Closed doudejans closed 4 years ago
I was looking at some solution to help manage the many k8s files but apparently it's not that easy. I found this StackOverflow question which suggests to use Helm. Perhaps someone wants to look in to that in a separate issue down the line.
GitHub Actions was acting weird and I couldn't find how to trigger a rerun. Therefore, I force-pushed the last commit amended with no actual changes. 😛
@plammerts Hmm that is weird... Based on these screenshots I cannot figure out what went wrong on your machine. It looks like Kubernetes managed to start Cassandra successfully but it never became ready, hence the repeatedly failing readiness probes. Once Cassandra works properly, the other services likely will start correctly as well. Probably your best bet is to double-check the Cassandra logs using kubectl logs cassandra-0
.
The exact same thing is happening on my machine. There is nothing weird going on in the cassandra logs:
@mcomans Seems like it is just hanging on startup. Might be some kind of memory issue. I'll try to look into it.

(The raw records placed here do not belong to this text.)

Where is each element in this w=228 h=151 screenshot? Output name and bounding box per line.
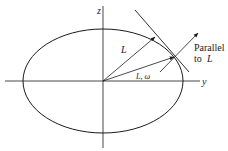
omega-label: L, ω: [135, 72, 150, 81]
parallel-label-line1: Parallel: [194, 42, 225, 53]
parallel-label-line2: to: [194, 53, 202, 64]
parallel-label-symbol: L: [206, 53, 213, 64]
z-axis-label: z: [96, 5, 101, 16]
ellipsoid-diagram: z y L L, ω Parallel to L: [0, 0, 228, 151]
angular-momentum-label: L: [120, 44, 127, 55]
tangent-line: [135, 10, 189, 72]
y-axis-label: y: [201, 76, 207, 87]
normal-arrow: [160, 33, 198, 72]
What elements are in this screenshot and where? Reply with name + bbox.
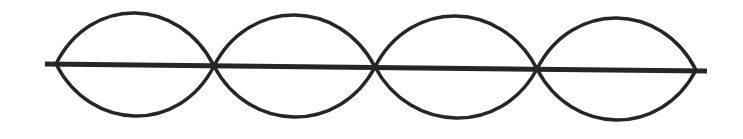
loop-lower-curve <box>56 64 214 116</box>
loop-upper-curve <box>56 13 214 66</box>
standing-wave-diagram <box>0 0 743 139</box>
loop-lower-curve <box>214 66 375 117</box>
loop-lower-curve <box>537 69 696 120</box>
loop-upper-curve <box>537 18 696 70</box>
loop-lower-curve <box>375 67 537 118</box>
loop-upper-curve <box>214 15 375 67</box>
loop-upper-curve <box>375 16 537 69</box>
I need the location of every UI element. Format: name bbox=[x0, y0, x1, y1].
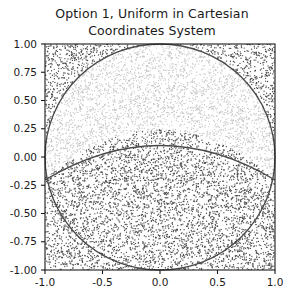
scatter-point bbox=[71, 168, 72, 169]
scatter-point bbox=[126, 130, 127, 131]
scatter-point bbox=[118, 164, 119, 165]
scatter-point bbox=[235, 53, 236, 54]
scatter-point bbox=[158, 166, 159, 167]
scatter-point bbox=[208, 172, 209, 173]
scatter-point bbox=[231, 227, 232, 228]
scatter-point bbox=[153, 184, 154, 185]
scatter-point bbox=[123, 51, 124, 52]
scatter-point bbox=[121, 183, 122, 184]
scatter-point bbox=[51, 63, 52, 64]
scatter-point bbox=[89, 216, 90, 217]
scatter-point bbox=[52, 246, 53, 247]
scatter-point bbox=[146, 121, 147, 122]
scatter-point bbox=[137, 194, 138, 195]
scatter-point bbox=[211, 52, 212, 53]
scatter-point bbox=[58, 71, 59, 72]
scatter-point bbox=[118, 247, 119, 248]
scatter-point bbox=[144, 192, 145, 193]
scatter-point bbox=[255, 203, 256, 204]
scatter-point bbox=[81, 169, 82, 170]
scatter-point bbox=[165, 175, 166, 176]
scatter-point bbox=[273, 127, 274, 128]
scatter-point bbox=[205, 253, 206, 254]
scatter-point bbox=[97, 140, 98, 141]
scatter-point bbox=[50, 251, 51, 252]
scatter-point bbox=[213, 250, 214, 251]
scatter-point bbox=[69, 256, 70, 257]
scatter-point bbox=[134, 63, 135, 64]
scatter-point bbox=[98, 104, 99, 105]
scatter-point bbox=[253, 126, 254, 127]
scatter-point bbox=[230, 260, 231, 261]
scatter-point bbox=[223, 240, 224, 241]
scatter-point bbox=[237, 134, 238, 135]
scatter-point bbox=[163, 49, 164, 50]
scatter-point bbox=[89, 146, 90, 147]
scatter-point bbox=[145, 111, 146, 112]
scatter-point bbox=[238, 141, 239, 142]
y-tick-label: 0.50 bbox=[14, 94, 37, 106]
scatter-point bbox=[80, 111, 81, 112]
scatter-point bbox=[90, 97, 91, 98]
scatter-point bbox=[234, 104, 235, 105]
scatter-point bbox=[75, 45, 76, 46]
scatter-point bbox=[94, 146, 95, 147]
scatter-point bbox=[241, 46, 242, 47]
scatter-point bbox=[273, 158, 274, 159]
scatter-point bbox=[69, 120, 70, 121]
scatter-point bbox=[244, 238, 245, 239]
scatter-point bbox=[121, 70, 122, 71]
scatter-point bbox=[243, 74, 244, 75]
scatter-point bbox=[53, 149, 54, 150]
scatter-point bbox=[263, 113, 264, 114]
scatter-point bbox=[219, 138, 220, 139]
scatter-point bbox=[267, 65, 268, 66]
scatter-point bbox=[165, 83, 166, 84]
scatter-point bbox=[143, 215, 144, 216]
scatter-point bbox=[247, 61, 248, 62]
scatter-point bbox=[62, 240, 63, 241]
scatter-point bbox=[66, 64, 67, 65]
scatter-point bbox=[184, 94, 185, 95]
scatter-point bbox=[270, 114, 271, 115]
scatter-point bbox=[209, 60, 210, 61]
scatter-point bbox=[192, 144, 193, 145]
scatter-point bbox=[177, 243, 178, 244]
scatter-point bbox=[167, 241, 168, 242]
scatter-point bbox=[208, 206, 209, 207]
scatter-point bbox=[115, 195, 116, 196]
scatter-point bbox=[135, 168, 136, 169]
scatter-point bbox=[108, 82, 109, 83]
scatter-point bbox=[51, 140, 52, 141]
scatter-point bbox=[196, 109, 197, 110]
scatter-point bbox=[46, 260, 47, 261]
scatter-point bbox=[253, 214, 254, 215]
scatter-point bbox=[232, 80, 233, 81]
scatter-point bbox=[262, 225, 263, 226]
scatter-point bbox=[171, 256, 172, 257]
scatter-point bbox=[270, 232, 271, 233]
scatter-point bbox=[72, 139, 73, 140]
scatter-point bbox=[97, 88, 98, 89]
scatter-point bbox=[178, 238, 179, 239]
scatter-point bbox=[203, 77, 204, 78]
scatter-point bbox=[157, 147, 158, 148]
scatter-point bbox=[87, 111, 88, 112]
scatter-point bbox=[266, 247, 267, 248]
scatter-point bbox=[84, 173, 85, 174]
scatter-point bbox=[108, 90, 109, 91]
scatter-point bbox=[150, 192, 151, 193]
scatter-point bbox=[115, 124, 116, 125]
scatter-point bbox=[235, 47, 236, 48]
scatter-point bbox=[234, 84, 235, 85]
scatter-point bbox=[56, 115, 57, 116]
scatter-point bbox=[171, 60, 172, 61]
scatter-point bbox=[231, 193, 232, 194]
scatter-point bbox=[229, 150, 230, 151]
scatter-point bbox=[218, 195, 219, 196]
scatter-point bbox=[198, 57, 199, 58]
scatter-point bbox=[178, 58, 179, 59]
scatter-point bbox=[114, 156, 115, 157]
scatter-point bbox=[246, 119, 247, 120]
scatter-point bbox=[191, 209, 192, 210]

Seemed to be a memory issue, with 4GB of memory for minikube the deployment works.
I tested various configurations in order to see if I could get the memory requirement down. However, Cassandra seems to be very picky about the memory that it needs. It seemed to work with about 3.5GB allocated to Minikube but cluster operations would be very slow or even unresponsive at that point. I also tried specifying resources for Cassandra specifically but to no avail. Therefore, I just pushed a commit that edits the setup script to start Minikube with 4GB of memory (and lowers the disk space to 10GB). This seems to work reliably for me. Hopefully this amount is fine on your machines as well.
This PR adds the first major step towards deploying our microservices: local deployment using Minikube. I wrote a little script that should automatically sets up a Minikube cluster along with the services, Traefik, PostgreSQL and Cassandra. Please refer to the README in order to learn how to use it. Please note that this script is meant for the first time setup only. Once you have everything up and running, you're better off just stopping the cluster using
minikube stop
and restarting it later usingminikube start
when you need it again.This PR also adds GitHub Workflows for the microservices which checks various flake8 errors and builds and pushes Docker images for the services.
Some notes:
kubectl
,minikube
andhelm
in your path.cassandra-driver
takes very long due to Cython compilation. However, thanks to Docker layer caching, building the driver only has to be done once. Something to keep in mind.docker build -t payment-service -f Dockerfile ./payment-service
. Then you can simply instruct Kubernetes to roll out a restart for the particular deployment that you want to update, e.g.kubectl rollout restart deployment/payment-service-cass
./payment
). Hence I added a middleware that removes this prefix before forwarding the request.My apologies for the size of this PR. However, a lot of files are very similar.